Politicians need to stop moralising – and reform our taxes
LIKE many people, I loathe the UK tax system. It fails to treat everyone equally and is either extraordinarily punitive or pathetically soft. Scandalously, some big companies pay huge amounts of corporation tax while other similar businesses don’t. The aim must be revolutionary tax reform – all streams of income from labour and capital generated in the UK ought to be taxed once, with no loopholes, restoring equality in front of the law.
Where I part company with others is that I believe a good and fair tax system is also a low tax system. I see tax as a necessary evil, not a good in and of itself; all extra cash raised by shutting loopholes (and hence hiking the bill for some) should be allocated to across the board tax cuts, making the changes overall revenue neutral.
The idea that there is a David and Goliath struggle between HMRC and multinationals is misleading. Firms have better lawyers. But MPs have drastic powers of coercion when they can be bothered to exercise them. They can jail or seize the property of those that don’t follow their diktats. Firms can only game the rules as long as they are allowed to do so.
The only reason Amazon or Google legally pay less in corporation tax than some would like is faults in the tax system set up by governments. Most of the loopholes are actually deliberate. They allow companies such as Amazon to put sales through a subsidiary based in a lower tax jurisdiction – very much a purposeful feature of the way the European Union works – or Starbucks to make large royalty payments to a similar subsidiary based overseas, helping to eliminate UK taxable profits. None of this is new. It has all been codified for many years in the tax system and accepted by HMRC.
Yet some MPs have only just noticed – even though those in office for long enough probably voted for the legislation or EU treaties that allowed this nonsense. Yet instead of trying to convince George Osborne to change the rules, they are pretending to be powerless and blaming companies that are duty bound to legally seek to maximise post-tax profits for their shareholders. The government, needless to say, is joining in the nonsense.
We live in an increasingly irresponsible society where nobody wants to accept that the buck stops with them. The shameless refusal by some politicians to acknowledge that they are in charge of our rules is sickening.
This is an excellent time to tear up a faulty tax system and replace it by something much better. I would scrap our useless corporation tax and replace it instead by a tax on all net distributions to investors (including the HQs of multinationals) when they leave the UK corporate system, including dividend and interest payments and share buy-backs. There are other possible reforms, of course, and now is the time to hear them.
My big worry is that not only will we blow the opportunity to change for the better – but actually end up with something worse. Starbucks is offering to pay more tax voluntarily as a PR exercise, part of its marketing budget. Down that road lies an arbitrary, unpredictable and illiberal way of raising revenues, with media savvy firms and individuals paying little while the small guy, the powerless or those who fall foul of “public opinion” are forced to hand over more. It smacks of a return to medieval, pre-democratic, unscrutinised tax collection: anybody the ruler didn’t like saw his or her assets seized, while those that curried favour were rewarded.
We need a compulsory but pro-growth tax system. Mr Osborne, over to you – and no more excuses, moralising or demagogic rabble-rousing from politicians, please.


Exercise = For the listing below, output exactly the lines from the line with "Identify the location" up to and including the line with "What do you", and no other lines.

Information given =
• • •

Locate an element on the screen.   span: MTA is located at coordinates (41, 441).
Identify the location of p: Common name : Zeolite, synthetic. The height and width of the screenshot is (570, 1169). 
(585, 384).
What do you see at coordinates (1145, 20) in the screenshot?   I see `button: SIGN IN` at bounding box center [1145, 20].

• • •

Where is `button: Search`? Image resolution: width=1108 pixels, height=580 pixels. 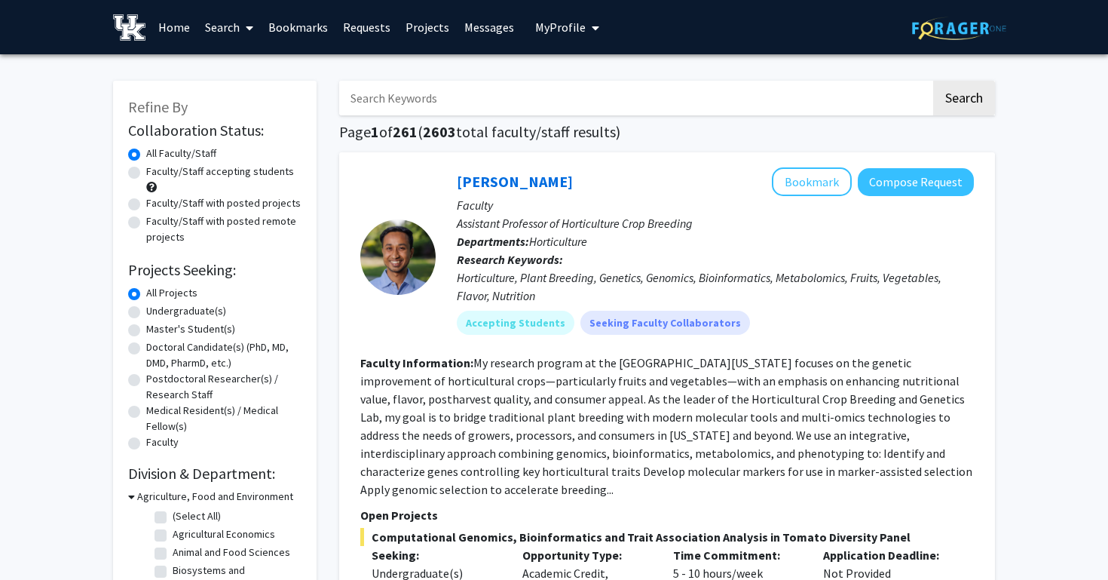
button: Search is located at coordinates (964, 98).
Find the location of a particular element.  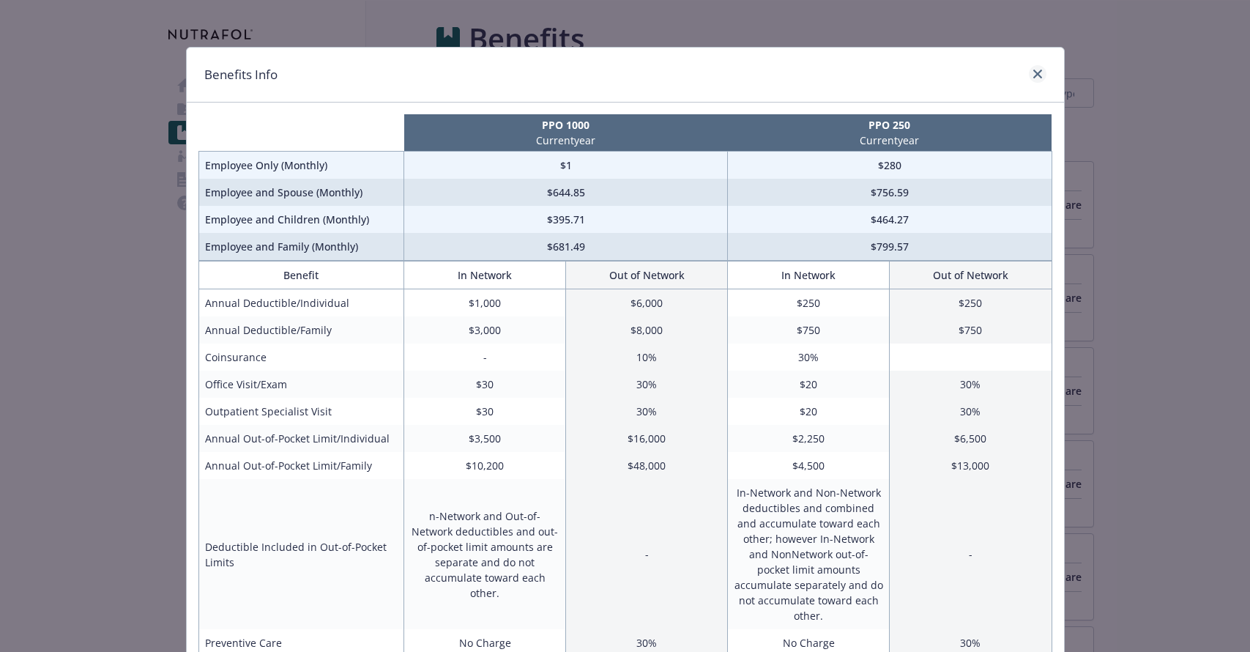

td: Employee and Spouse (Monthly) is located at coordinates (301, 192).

• • •

Finished exercise =
Identify the location of p: Common name : Zeolite, synthetic. The height and width of the screenshot is (570, 1169). 
(585, 384).
What do you see at coordinates (1145, 20) in the screenshot?   I see `button: SIGN IN` at bounding box center [1145, 20].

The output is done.